On a Roll: DFW Discovery Trail

Whether you bike, hike, jog, or stroll, you’ll soon be able to crisscross Dallas-Fort Worth in one long ribbon of connected city trails.

Rail lines have been repurposed. Paths have been cut through forests. Trails have been stitched together by bridges and connectors. For decades, cities across DFW have been building and connecting hike-and-bike trails to make the great outdoors accessible to everyone.

Now the 66-mile DFW Discovery Trail is set to be completed as soon as 2024, linking up Dallas, Fort Worth, Arlington, Irving, and Grand Prairie with one long ribbon of hard-surface pathway.

The trail got its name in 2022 when the North Central Texas Council of Governments asked the public to vote for a name online. DFW Discovery Trail beat out the DFW Trinity Trail in a 51% to 49% close call.

The Trinity River may not be in the name, but it’s definitely part of the trail.
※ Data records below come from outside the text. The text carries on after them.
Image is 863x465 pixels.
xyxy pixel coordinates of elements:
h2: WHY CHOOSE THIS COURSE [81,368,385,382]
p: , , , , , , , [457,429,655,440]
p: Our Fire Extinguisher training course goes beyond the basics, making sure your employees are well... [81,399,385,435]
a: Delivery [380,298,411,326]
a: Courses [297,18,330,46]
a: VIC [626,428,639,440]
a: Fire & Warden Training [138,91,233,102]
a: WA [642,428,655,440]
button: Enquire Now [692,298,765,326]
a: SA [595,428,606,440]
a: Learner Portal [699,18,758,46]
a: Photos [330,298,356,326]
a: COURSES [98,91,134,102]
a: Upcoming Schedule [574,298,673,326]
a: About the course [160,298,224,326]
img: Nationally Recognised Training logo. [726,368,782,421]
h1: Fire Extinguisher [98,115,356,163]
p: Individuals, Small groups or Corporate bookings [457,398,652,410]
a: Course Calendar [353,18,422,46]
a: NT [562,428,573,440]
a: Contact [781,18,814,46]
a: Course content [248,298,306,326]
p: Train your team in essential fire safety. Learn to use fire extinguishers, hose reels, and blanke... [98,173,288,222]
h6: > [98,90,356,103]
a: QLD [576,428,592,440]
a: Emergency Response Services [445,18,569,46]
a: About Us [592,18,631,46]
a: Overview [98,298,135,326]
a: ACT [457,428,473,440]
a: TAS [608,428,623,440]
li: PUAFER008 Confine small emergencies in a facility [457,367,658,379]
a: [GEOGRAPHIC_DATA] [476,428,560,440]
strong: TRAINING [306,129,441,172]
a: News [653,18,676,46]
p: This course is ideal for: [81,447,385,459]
Some 710 miles long, it’s the longest river with a watershed entirely located in Texas—and its forks and main body meander their way through Dallas-Fort Worth. Parts of the DFW Discovery Trail follow along the Trinity at many key locations, including in downtown Fort Worth and downtown Dallas.
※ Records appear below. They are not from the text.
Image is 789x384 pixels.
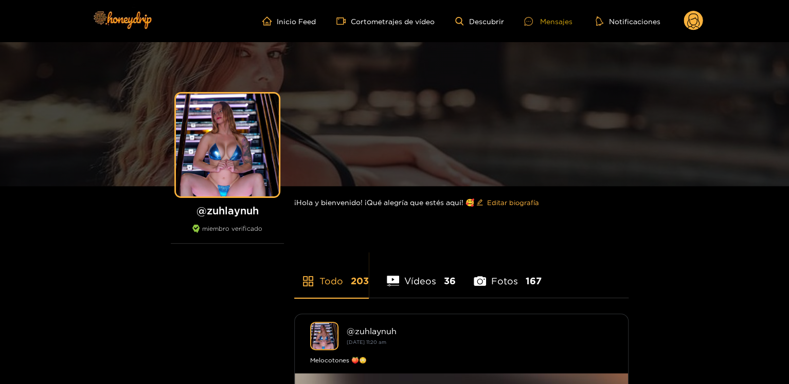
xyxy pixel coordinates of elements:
[310,322,338,350] img: Zuhlaynuh
[487,199,539,206] font: Editar biografía
[469,17,504,25] font: Descubrir
[540,17,572,25] font: Mensajes
[526,276,542,286] font: 167
[608,17,660,25] font: Notificaciones
[476,199,483,207] span: editar
[474,194,541,211] button: editarEditar biografía
[444,276,456,286] font: 36
[455,17,504,26] a: Descubrir
[336,16,435,26] a: Cortometrajes de vídeo
[347,327,397,336] font: @zuhlaynuh
[351,276,369,286] font: 203
[310,357,367,364] font: Melocotones 🍑😳
[302,275,314,288] span: tienda de aplicaciones
[491,276,518,286] font: Fotos
[277,17,316,25] font: Inicio Feed
[262,16,277,26] span: hogar
[196,205,259,216] font: @zuhlaynuh
[262,16,316,26] a: Inicio Feed
[404,276,436,286] font: Vídeos
[351,17,435,25] font: Cortometrajes de vídeo
[347,339,386,345] font: [DATE] 11:20 am
[294,199,474,206] font: ¡Hola y bienvenido! ¡Qué alegría que estés aquí! 🥰
[593,16,663,26] button: Notificaciones
[202,225,262,232] font: miembro verificado
[336,16,351,26] span: cámara de vídeo
[319,276,343,286] font: Todo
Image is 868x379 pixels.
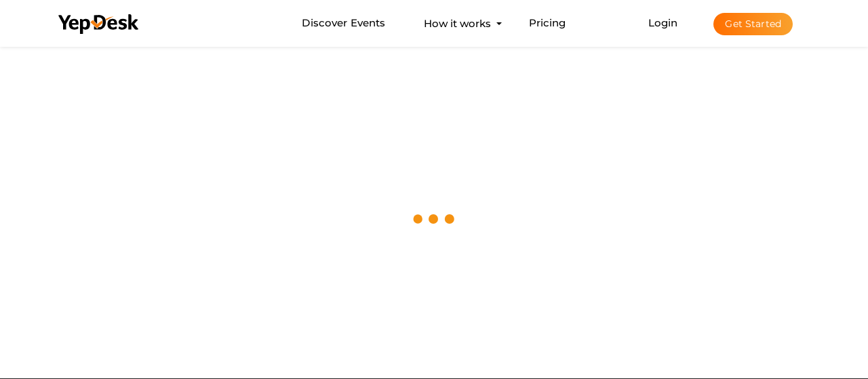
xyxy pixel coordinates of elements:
[420,11,495,36] button: How it works
[648,16,678,29] a: Login
[529,11,566,36] a: Pricing
[410,195,458,243] img: loading.svg
[713,13,793,35] button: Get Started
[302,11,385,36] a: Discover Events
Regional transportation planners have called the trail a “super highway” for eco-friendly travel. It aims to alleviate traffic congestion, promote good health, and bring people together from communities throughout the region to share common bonds of fresh air, sunshine, and endless sightseeing along the way.

From west to east, the trail begins at Panther Island in Fort Worth (see next page). It weaves its way past Centreport/DFW Airport Station near the border of Arlington and Grand Prairie, then forks north through Irving and south through Grand Prairie. Those two forks reconnect close to the Denton to Dallas Regional Trail. A final stretch still to be completed will hook up with the Trinity Skyline Trail, offering striking views of both the river and the nearby Dallas skyline.
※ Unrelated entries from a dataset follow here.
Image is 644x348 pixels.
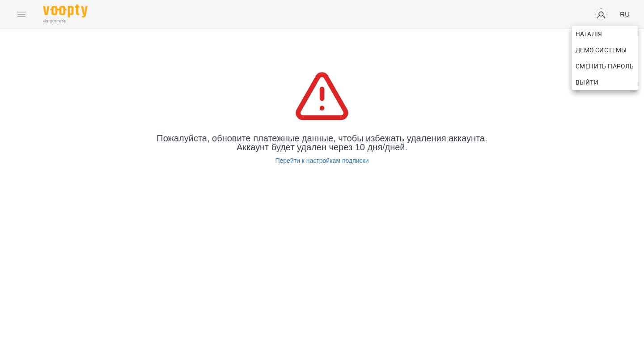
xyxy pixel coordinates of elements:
[575,45,627,55] span: Демо системы
[572,58,638,74] a: Сменить Пароль
[572,42,631,58] a: Демо системы
[575,61,634,72] span: Сменить Пароль
[572,74,638,90] button: Выйти
[575,77,598,88] span: Выйти
[575,29,634,39] span: Наталія
[572,26,638,42] a: Наталія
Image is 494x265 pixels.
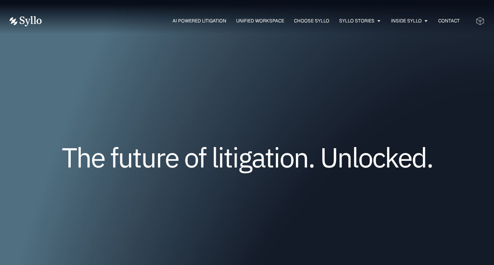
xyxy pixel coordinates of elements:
[391,17,422,24] a: Inside Syllo
[173,17,226,24] a: AI Powered Litigation
[339,17,374,24] a: Syllo Stories
[438,17,460,24] a: Contact
[57,17,460,25] nav: Menu
[236,17,284,24] a: Unified Workspace
[294,17,329,24] a: Choose Syllo
[57,144,437,170] h1: The future of litigation. Unlocked.
[57,17,460,25] div: Menu Toggle
[9,16,42,26] img: Vector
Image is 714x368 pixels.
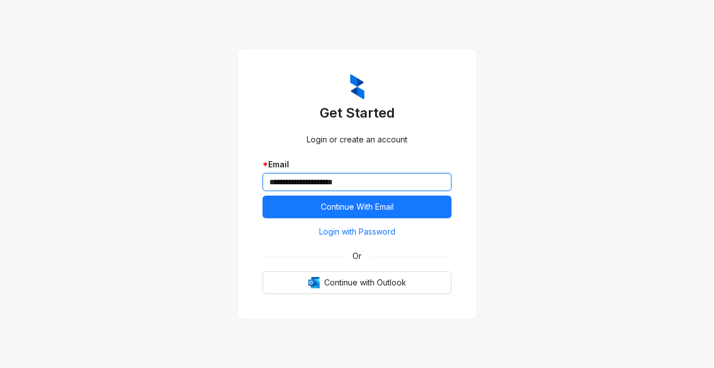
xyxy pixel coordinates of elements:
[324,277,406,289] span: Continue with Outlook
[262,158,451,171] div: Email
[308,277,320,288] img: Outlook
[262,272,451,294] button: OutlookContinue with Outlook
[262,133,451,146] div: Login or create an account
[321,201,394,213] span: Continue With Email
[262,104,451,122] h3: Get Started
[344,250,369,262] span: Or
[262,196,451,218] button: Continue With Email
[350,74,364,100] img: ZumaIcon
[262,223,451,241] button: Login with Password
[319,226,395,238] span: Login with Password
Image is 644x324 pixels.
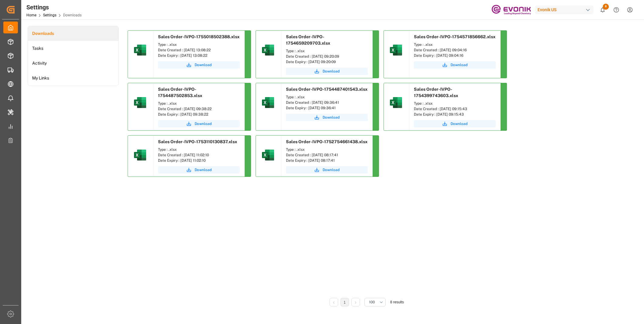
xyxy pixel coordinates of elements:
[286,94,368,100] div: Type : .xlsx
[158,139,237,144] span: Sales Order-IVPO-1753110130837.xlsx
[27,71,118,86] a: My Links
[158,87,202,98] span: Sales Order-IVPO-1754487502853.xlsx
[414,112,496,117] div: Date Expiry : [DATE] 09:15:43
[603,3,609,10] span: 8
[286,152,368,157] div: Date Created : [DATE] 08:17:41
[27,26,118,41] a: Downloads
[322,167,340,172] span: Download
[286,157,368,163] div: Date Expiry : [DATE] 08:17:41
[158,106,240,112] div: Date Created : [DATE] 09:38:22
[158,152,240,157] div: Date Created : [DATE] 11:02:10
[158,52,240,58] div: Date Expiry : [DATE] 13:08:22
[286,59,368,65] div: Date Expiry : [DATE] 09:20:09
[535,4,596,16] button: Evonik US
[195,121,212,127] span: Download
[286,48,368,53] div: Type : .xlsx
[195,62,212,67] span: Download
[414,120,496,127] button: Download
[414,62,496,68] button: Download
[414,52,496,58] div: Date Expiry : [DATE] 09:04:16
[365,297,386,307] button: open menu
[132,95,147,110] img: microsoft-excel-2019--v1.png
[414,47,496,52] div: Date Created : [DATE] 09:04:16
[369,299,375,305] span: 100
[27,41,118,56] a: Tasks
[286,87,367,92] span: Sales Order-IVPO-1754487401543.xlsx
[343,300,346,304] a: 1
[158,62,240,68] button: Download
[43,13,57,17] a: Settings
[451,121,467,127] span: Download
[261,42,276,57] img: microsoft-excel-2019--v1.png
[27,13,37,17] a: Home
[261,147,276,162] img: microsoft-excel-2019--v1.png
[535,6,593,14] div: Evonik US
[596,3,610,17] button: show 8 new notifications
[330,297,338,307] li: Previous Page
[286,139,367,144] span: Sales Order-IVPO-1752754661438.xlsx
[414,101,496,106] div: Type : .xlsx
[158,34,240,39] span: Sales Order-IVPO-1755018502388.xlsx
[158,101,240,106] div: Type : .xlsx
[286,105,368,111] div: Date Expiry : [DATE] 09:36:41
[492,4,531,15] img: Evonik-brand-mark-Deep-Purple-RGB.jpeg_1700498283.jpeg
[158,47,240,52] div: Date Created : [DATE] 13:08:22
[352,297,360,307] li: Next Page
[286,53,368,59] div: Date Created : [DATE] 09:20:09
[158,112,240,117] div: Date Expiry : [DATE] 09:38:22
[286,166,368,173] button: Download
[158,147,240,152] div: Type : .xlsx
[390,300,404,304] span: 8 results
[27,2,82,12] div: Settings
[158,166,240,173] button: Download
[414,42,496,47] div: Type : .xlsx
[132,42,147,57] img: microsoft-excel-2019--v1.png
[322,115,340,120] span: Download
[158,42,240,47] div: Type : .xlsx
[286,114,368,121] button: Download
[286,34,330,46] span: Sales Order-IVPO-1754659209703.xlsx
[414,34,496,39] span: Sales Order-IVPO-1754571856662.xlsx
[195,167,212,172] span: Download
[341,297,349,307] li: 1
[286,100,368,105] div: Date Created : [DATE] 09:36:41
[286,67,368,75] button: Download
[451,62,467,67] span: Download
[389,42,403,57] img: microsoft-excel-2019--v1.png
[261,95,276,110] img: microsoft-excel-2019--v1.png
[322,68,340,74] span: Download
[158,120,240,127] button: Download
[610,3,623,17] button: Help Center
[414,87,458,98] span: Sales Order-IVPO-1754399743603.xlsx
[158,157,240,163] div: Date Expiry : [DATE] 11:02:10
[286,147,368,152] div: Type : .xlsx
[414,106,496,112] div: Date Created : [DATE] 09:15:43
[132,147,147,162] img: microsoft-excel-2019--v1.png
[27,56,118,71] a: Activity
[389,95,403,110] img: microsoft-excel-2019--v1.png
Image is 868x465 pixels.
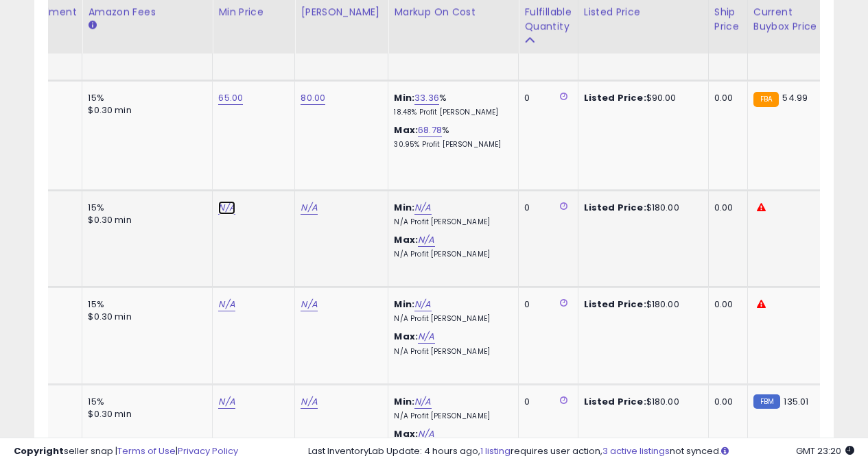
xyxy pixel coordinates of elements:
[13,445,238,459] div: seller snap | |
[218,5,289,19] div: Min Price
[714,202,737,214] div: 0.00
[301,92,326,105] a: 80.00
[394,314,508,324] p: N/A Profit [PERSON_NAME]
[796,445,855,458] span: 2025-08-16 23:20 GMT
[88,311,202,323] div: $0.30 min
[584,92,646,104] b: Listed Price:
[88,202,202,214] div: 15%
[584,92,698,104] div: $90.00
[308,445,855,459] div: Last InventoryLab Update: 4 hours ago, requires user action, not synced.
[218,201,235,215] a: N/A
[394,330,418,343] b: Max:
[394,5,513,19] div: Markup on Cost
[584,5,702,19] div: Listed Price
[88,214,202,226] div: $0.30 min
[394,108,508,118] p: 18.48% Profit [PERSON_NAME]
[418,330,435,344] a: N/A
[584,299,698,311] div: $180.00
[178,445,238,458] a: Privacy Policy
[414,395,431,409] a: N/A
[414,201,431,215] a: N/A
[394,201,414,214] b: Min:
[394,218,508,227] p: N/A Profit [PERSON_NAME]
[301,201,317,215] a: N/A
[753,5,824,34] div: Current Buybox Price
[524,92,566,104] div: 0
[714,92,737,104] div: 0.00
[118,445,175,458] a: Terms of Use
[418,233,435,247] a: N/A
[394,140,508,149] p: 30.95% Profit [PERSON_NAME]
[23,202,71,214] div: 7.48
[394,298,414,311] b: Min:
[584,396,698,409] div: $180.00
[218,395,235,409] a: N/A
[584,298,646,311] b: Listed Price:
[88,19,96,32] small: Amazon Fees.
[394,124,508,149] div: %
[584,202,698,214] div: $180.00
[394,233,418,247] b: Max:
[394,123,418,137] b: Max:
[23,92,71,104] div: 7.24
[13,445,64,458] strong: Copyright
[414,298,431,311] a: N/A
[88,409,202,421] div: $0.30 min
[524,299,566,311] div: 0
[301,395,317,409] a: N/A
[714,299,737,311] div: 0.00
[218,298,235,311] a: N/A
[23,396,71,409] div: 7.16
[23,5,76,34] div: Fulfillment Cost
[394,250,508,259] p: N/A Profit [PERSON_NAME]
[714,396,737,409] div: 0.00
[394,395,414,409] b: Min:
[602,445,670,458] a: 3 active listings
[88,92,202,104] div: 15%
[394,92,508,118] div: %
[524,5,571,34] div: Fulfillable Quantity
[394,411,508,421] p: N/A Profit [PERSON_NAME]
[301,298,317,311] a: N/A
[394,92,414,104] b: Min:
[783,395,808,409] span: 135.01
[88,396,202,409] div: 15%
[753,395,780,409] small: FBM
[414,92,439,105] a: 33.36
[480,445,511,458] a: 1 listing
[88,299,202,311] div: 15%
[418,123,442,137] a: 68.78
[524,202,566,214] div: 0
[88,5,206,19] div: Amazon Fees
[23,299,71,311] div: 7.48
[714,5,742,34] div: Ship Price
[301,5,383,19] div: [PERSON_NAME]
[394,347,508,356] p: N/A Profit [PERSON_NAME]
[584,395,646,409] b: Listed Price:
[218,92,243,105] a: 65.00
[524,396,566,409] div: 0
[782,92,807,104] span: 54.99
[753,92,779,107] small: FBA
[88,104,202,117] div: $0.30 min
[584,201,646,214] b: Listed Price:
But even if you manage to travel every inch of the trail’s 66 miles, you’ll only scratch the surface of what the region has to offer in hike-and-bike trails. Most every city has its own trail network—and one of the most buzzworthy is The LOOP.

[The Loop]

A decade in the making, The LOOP is a 50-mile, $120 million urban bike trail that will circle Dallas’ urban core. Much of it is already finished, and when complete—possibly in 2026—The LOOP will be an endlessly flowing trail that all can claim as their own, home to a lifelong stream of bicyclists, joggers, and strollers.

In July, the Hi Line Connector—a one-mile stretch that takes people underneath I-35 and links the Katy Trail with the Trinity Strand Trails—opened to the public.

“A critical piece of The LOOP is the Trinity Forest Spine Trail, a nine-mile connection from White Rock Lake to the Great Trinity Forest,” said Philip Hiatt Haigh, executive director of the Circuit Trail Conservancy. Haigh says The LOOP will bring neighborhoods together “and make walkable, bikeable green space a strong part of Dallas’ identity.”